More recently, however, critics have taken to characterizing Hagel’s strengths as weaknesses. One of the most unusual pieces to take that line was an op-ed in The Washington Post by leading neoconservative Eliot A. Cohen, “Hagel’s military service is a scant qualification for defense secretary,” which was then essentially replayed by Jennifer Rubin on her Post blog as “Old soldiers don’t make for good Pentagon chiefs,” lest anyone miss the point.

The Washington Post blasted the nomination of Hagel even before he was named in a lead editorial on Dec. 18, “Chuck Hagel is not the right choice for defense secretary,” that curiously argued that the former Republican senator was too out of the “mainstream” for confirmation because of his belief that the Pentagon is “bloated” and his unwillingness to use force as a first resort rather diplomacy. Cohen and Rubin continue the character assassination. For Cohen, Hagel’s problem is a case of flawed lessons learned in a bygone age of warfare with an army composed of feckless conscripts.
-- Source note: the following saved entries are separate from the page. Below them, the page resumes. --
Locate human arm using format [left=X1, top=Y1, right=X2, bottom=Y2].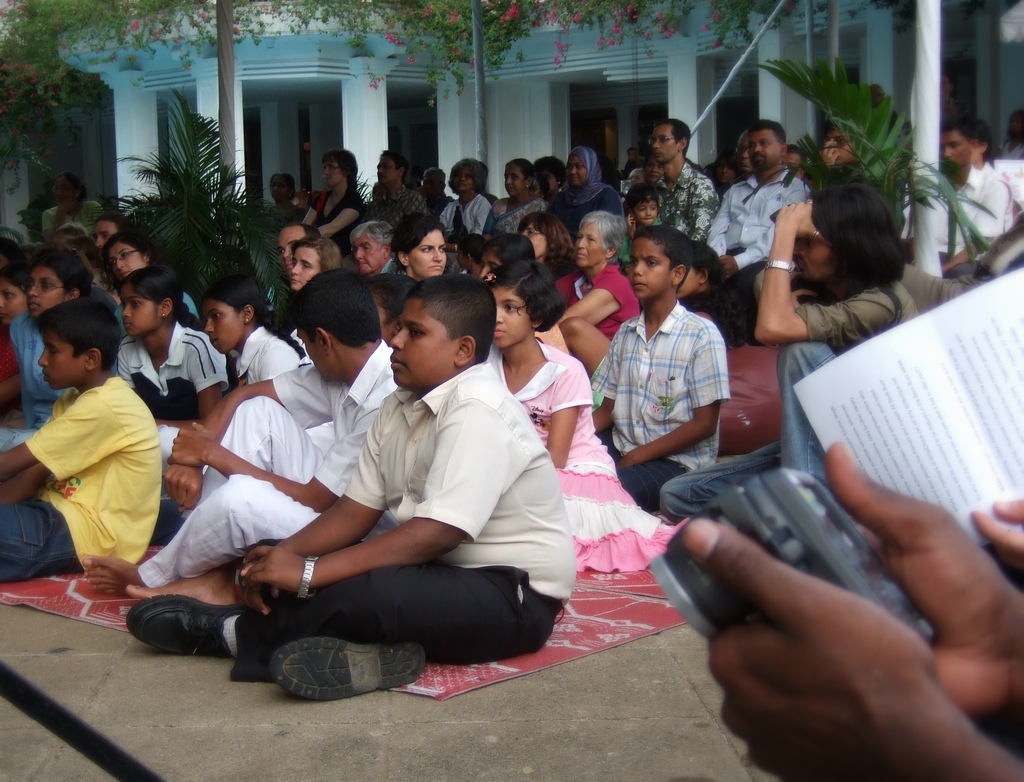
[left=716, top=224, right=770, bottom=277].
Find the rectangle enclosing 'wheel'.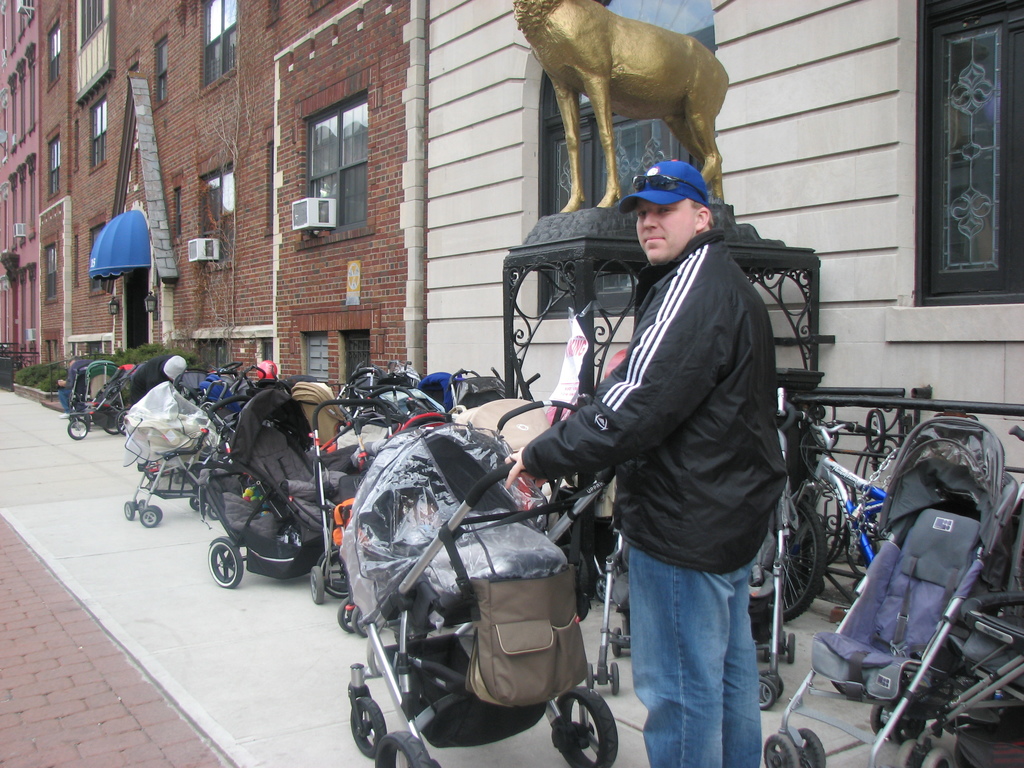
x1=310, y1=567, x2=324, y2=602.
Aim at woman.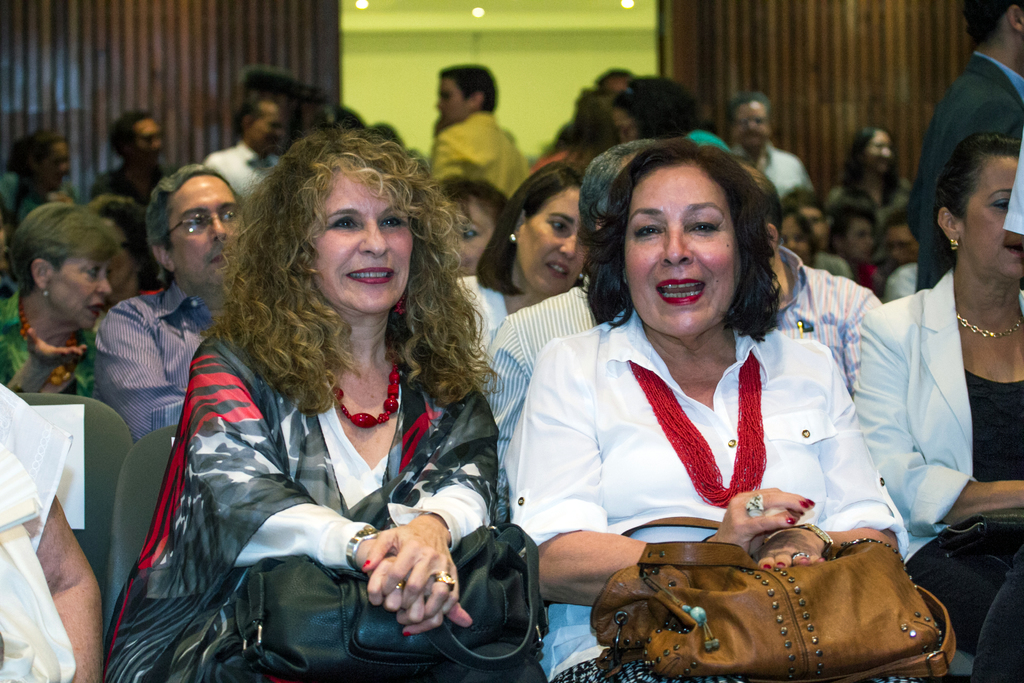
Aimed at box(504, 135, 937, 682).
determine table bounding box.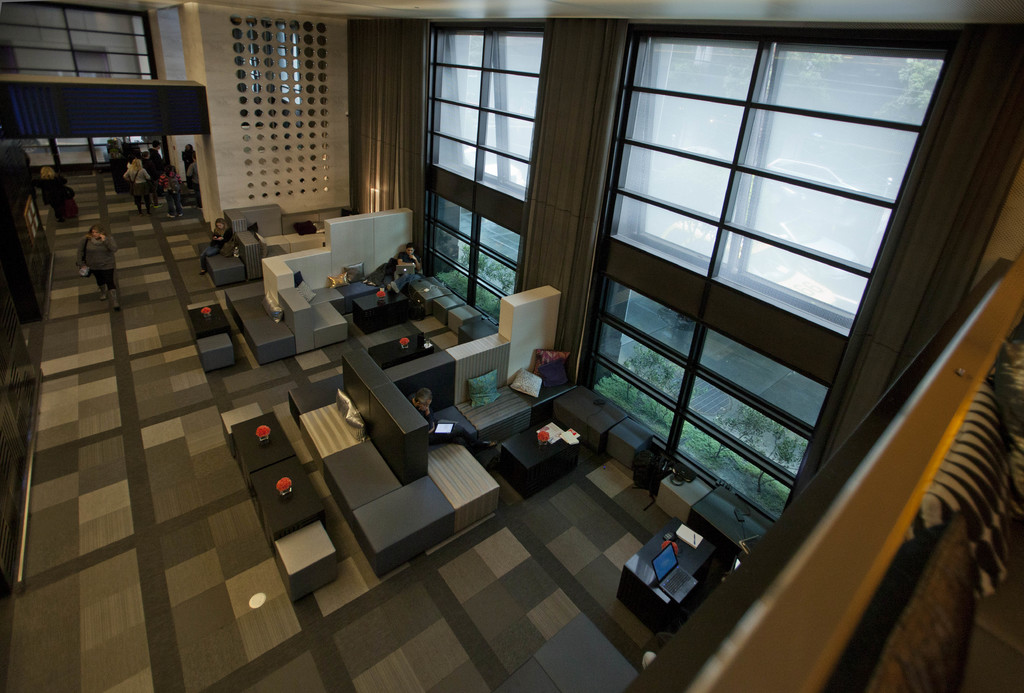
Determined: select_region(493, 414, 585, 501).
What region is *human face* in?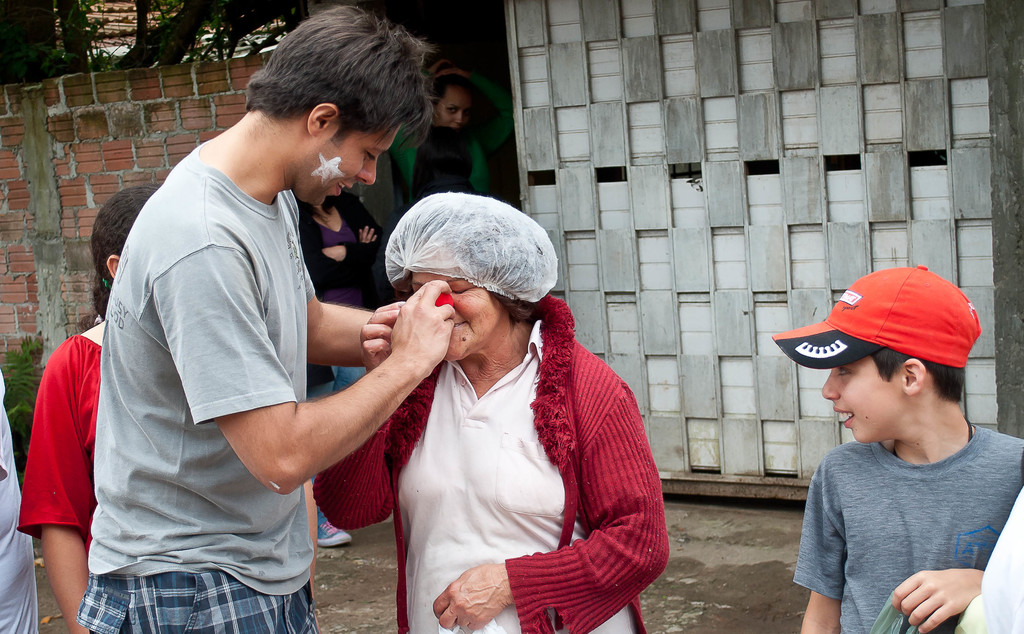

For Rubin, it’s a plan to shrink the military and leave America defenseless, and what she imagines to be Hagel’s politically incorrect thoughtcrimes. She explores Hagel’s views about gays in the service and asks, “What does he think of women in combat?” She then provides her own authoritative answer–untroubled by her apparent ignorance of the fact that most combat Military Occupational Specialties are still barred to women–“It is likely colored by an obsolete vision of combat.”

Cohen argues that Hagel’s wartime service as an enlisted infantryman in Vietnam, where he was wounded twice, should be considered irrelevant or even a defect: “What is it, precisely, that one would bring by service as a sergeant in a war more than 40 years past? … It was an important, even searing, life experience, no doubt. But the technology, strategy, tactics and organization now are all utterly different.”

And what does Cohen know about combat? Well, he was an ardent supporter of the wars in Afghanistan and Iraq and is a hawk regarding Iran, calling for regime change and a preemptive strike by Washington and Israel to destroy that nation’s nuclear facilities. A protégé of fellow academic and Pentagon number two Paul Wolfowitz, he was appointed a senior adviser to Condoleezza Rice when she was at the State Department during the second term of George W. Bush. Like most other neoconservatives, Eliot Cohen has never actually served in the United States armed forces.